🇵🇭 Philippines · Philippine Amusement and Gaming Corporation (PAGCOR)

Philippines Online Gambling Licence — 2026

Philippines historical Asian iGaming hub. POGO offshore-operator framework phased out by end-2024 by Marcos administration; PIGO domestic licensing continues.

Tier 3 — Emerging / recently liberalised

The Philippine Amusement and Gaming Corporation (PAGCOR) regulated Asian iGaming through two principal frameworks: PIGO (Philippines Inland Gaming Operators) for domestic Philippine customers, and POGO (Philippine Offshore Gaming Operators) for international markets. The POGO framework attracted hundreds of operators serving primarily Chinese, Asian, and global markets from Philippine offices.

In July 2024, President Marcos ordered the complete phase-out of POGO licences by 31 December 2024 following high-profile scandals linking POGO operations to scam centres and human-trafficking. The PIGO framework for domestic Philippine customers continues.

Quick facts

RegulatorPhilippine Amusement and Gaming Corporation ↗
TierTier 3 — Emerging / recently liberalised
Licence typesPAGCOR domestic licence (PIGOs — Philippines Inland Gaming Operators), POGO (Philippine Offshore Gaming Operators) — phased out by end-2024
Application costUSD 200,000+ application
Annual costUSD 250,000+ annual + 5% of GGR
Gaming tax5% of GGR + corporate tax
Corporate tax25% standard
SubstanceSubstantial Philippine operating presence; PAGCOR substance review
Timeline6-12 months

Pros

  • Established Asian iGaming jurisdiction
  • PAGCOR has institutional supervisory experience

Cons

  • POGO offshore licensing being eliminated (deadline end-2024)
  • High cost vs offshore alternatives
  • Reputational concerns from POGO-era scandals

Best for

  • Asia-focused operators with Philippine presence
  • Domestic Philippine iGaming

POGO phase-out — the end of an era

POGOs were established in 2016 to legitimise offshore gambling operations from Philippine territory. At peak, approximately 60 POGO licensees employed 30,000+ workers in Manila and other Philippine cities, with revenues serving primarily Chinese and Asian customers. The framework attracted criticism from multiple angles: alleged links to human-trafficking, money-laundering concerns, and diplomatic friction with China. In July 2024, Marcos ordered complete POGO phase-out by 31 December 2024 — all licences revoked, all operations to cease, all foreign workers to repatriate.

PIGO domestic framework

PIGO authorises gambling operations serving Philippine domestic customers — online casino, sports betting, e-bingo. Substantive PAGCOR supervision, real Philippine operational presence required, 5% GGR contribution to PAGCOR. The domestic market is comparatively small but stable; PIGO licensees serve approximately 5 million Philippine online gambling customers.

Application process

  1. PAGCOR pre-engagement and PIGO category selection
  2. Philippine operating company formation
  3. Substantial substance investment (local management, AML team, technical infrastructure)
  4. Application file with business plan and technical specifications
  5. PAGCOR review — 6-12 months
  6. Licence grant for PIGO domestic operations

Operational realities

Capital requirements

PHP 100M+ minimum capital for PIGO licensees. Audited Philippine financial statements.

Player protection

PAGCOR responsible-gambling framework, self-exclusion mechanisms, deposit limits, age-verification.

Banking & payment processing

Major Philippine banks (BDO, BPI, Metrobank) bank PAGCOR-licensed operators. International payment processing more complex.

B2B vs B2C licensing

PIGO framework focused on B2C. B2B platform providers serve PIGO licensees under separate commercial arrangements.

Recent developments (2025-2026)

Marcos administration ordered phase-out of all POGO licences by 31 December 2024 following alleged links to scams and human-trafficking; PIGO domestic licensing continues.

How it compares

Versus other Asian: PAGCOR-domestic is one of the few regulated Asian iGaming frameworks. Most Asian markets remain unregulated or grey-market.

Frequently asked questions

What happened to Philippine POGO licences?

President Marcos ordered complete phase-out of all POGO licences by 31 December 2024 following scandals linking POGO operations to scam centres and human-trafficking. All POGO operations have ceased.

Can I still get a Philippine gambling licence?

Yes — PIGO (Philippines Inland Gaming Operators) for domestic Philippine customers continues. POGO offshore licensing has been eliminated.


■ **Your goal**: Exclude any images and output the remaining records exactly.

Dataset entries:
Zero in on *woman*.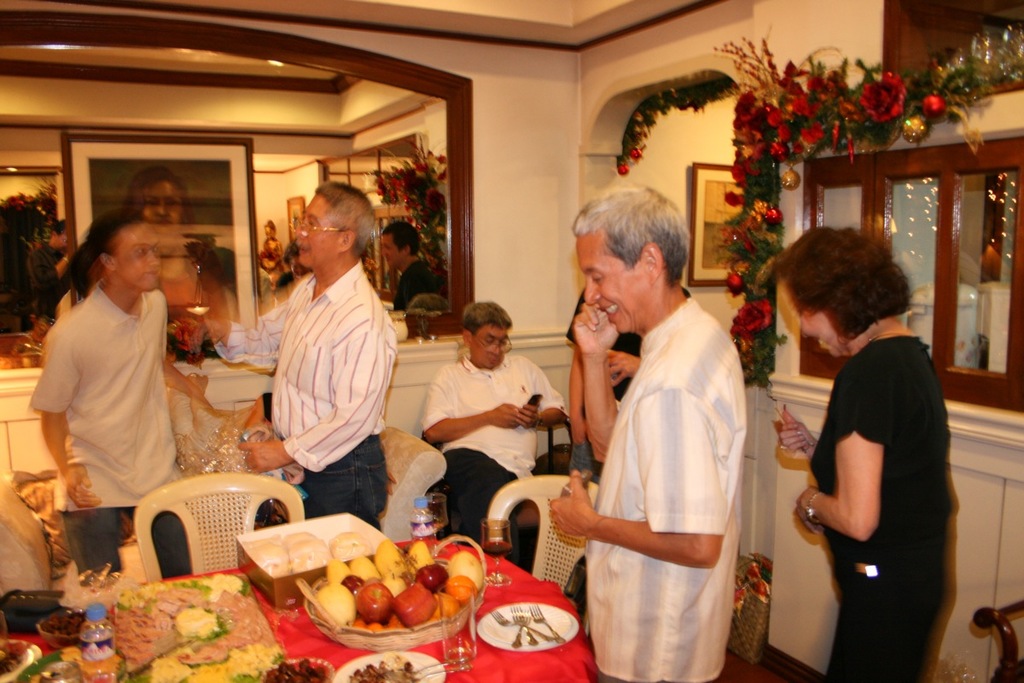
Zeroed in: {"left": 777, "top": 225, "right": 964, "bottom": 673}.
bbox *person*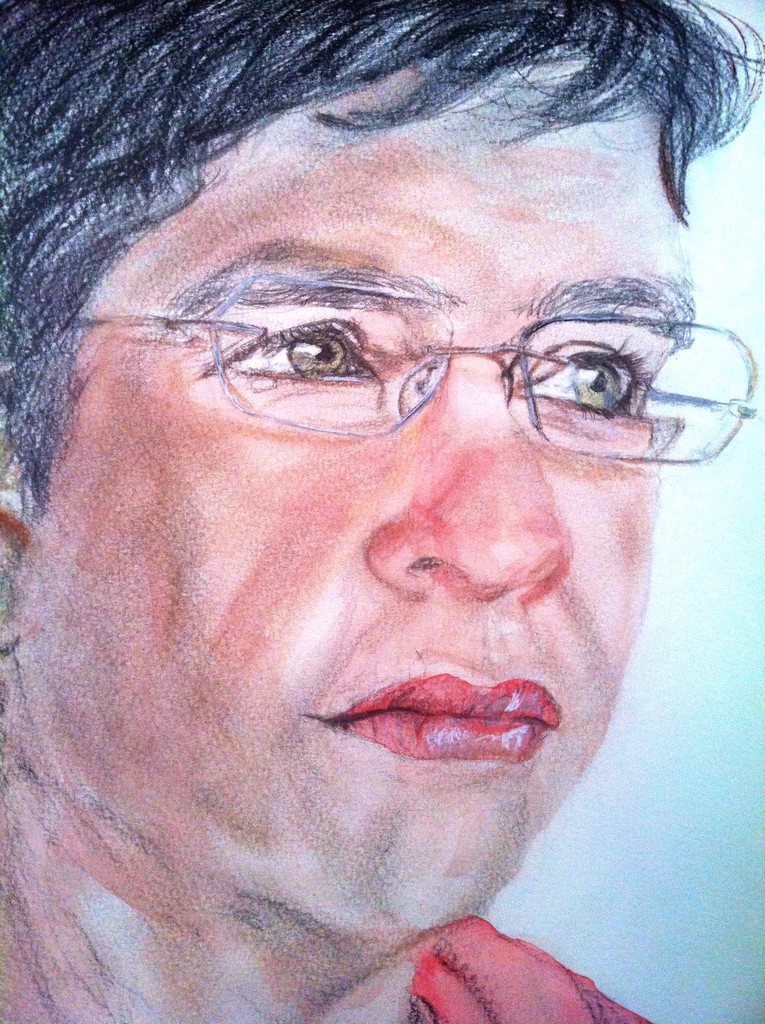
bbox=[0, 0, 764, 1023]
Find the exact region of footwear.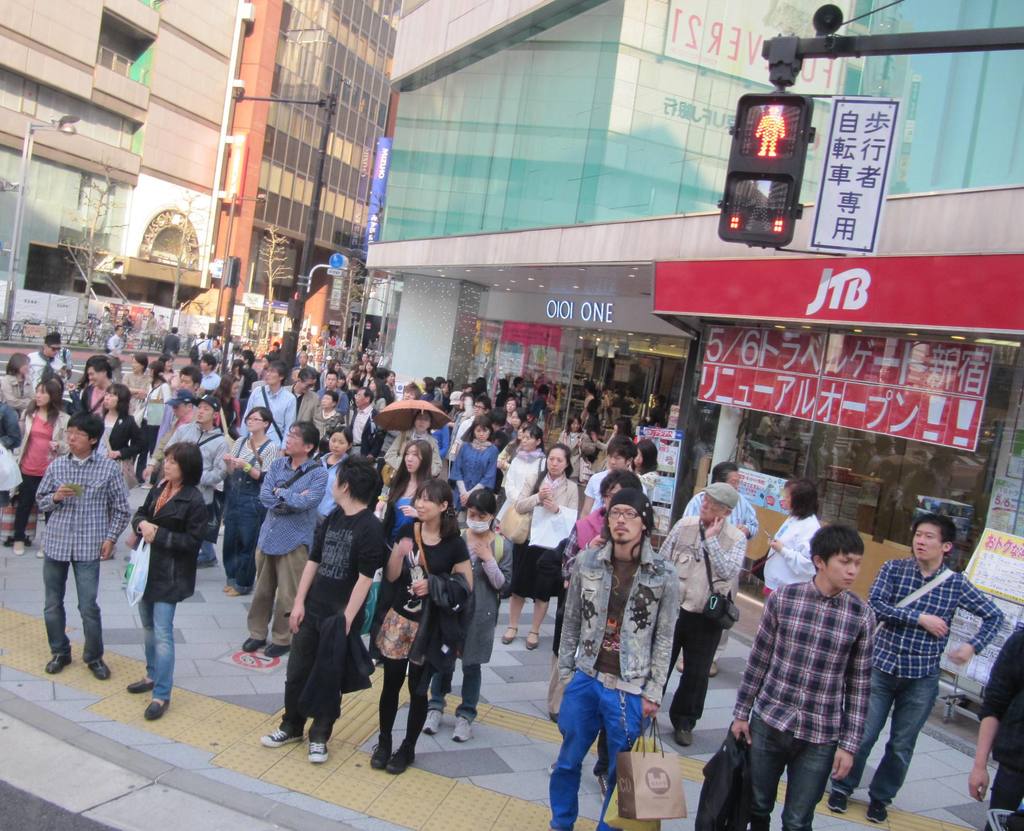
Exact region: (left=242, top=634, right=268, bottom=654).
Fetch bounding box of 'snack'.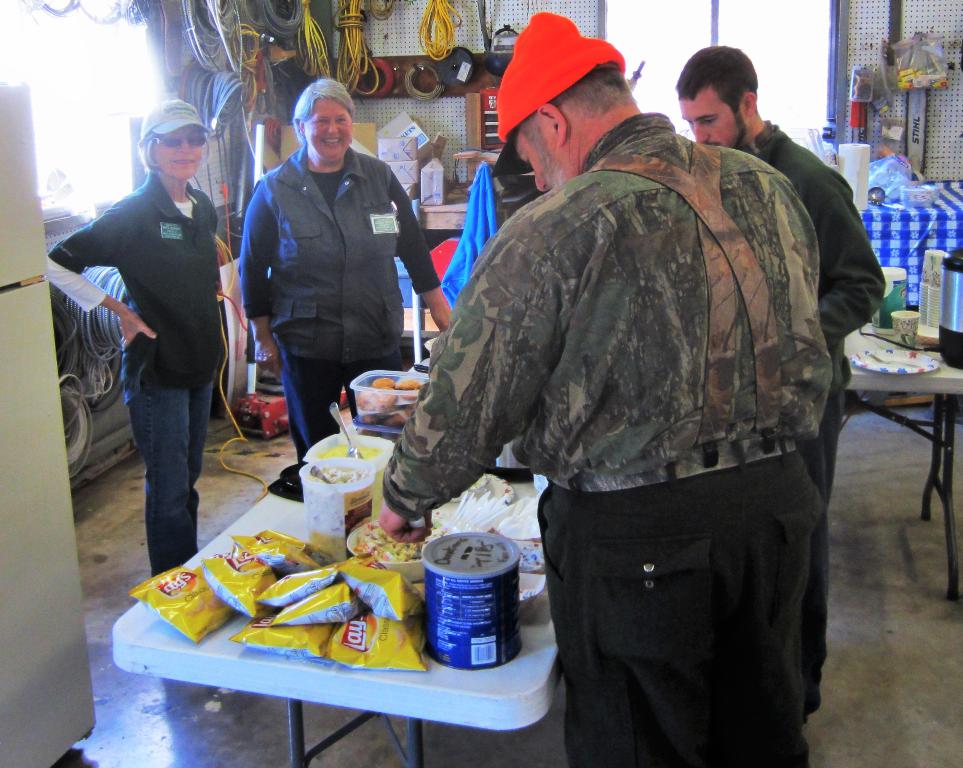
Bbox: 352, 375, 433, 434.
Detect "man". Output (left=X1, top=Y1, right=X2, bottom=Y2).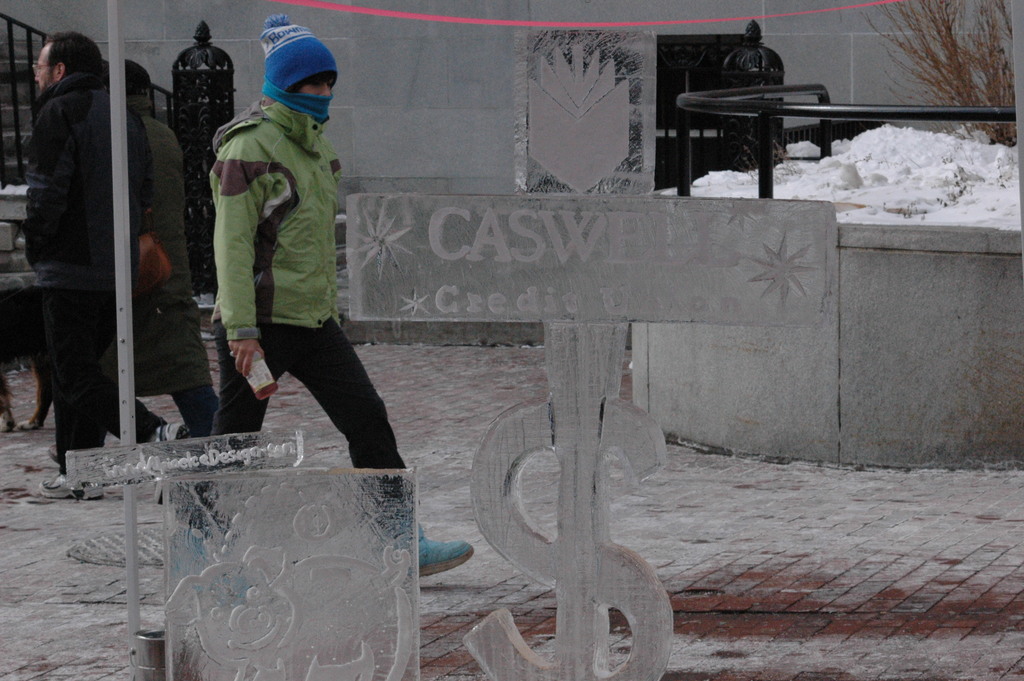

■ **Result of this exercise**:
Zero in on *woman*.
Zeroed in: {"left": 777, "top": 225, "right": 964, "bottom": 673}.
bbox *person*
bbox=[0, 0, 764, 1023]
Find the exact region of footwear.
Exact region: (left=242, top=634, right=268, bottom=654).
Fetch bounding box of 'snack'.
Bbox: 352, 375, 433, 434.
Detect "man". Output (left=X1, top=Y1, right=X2, bottom=Y2).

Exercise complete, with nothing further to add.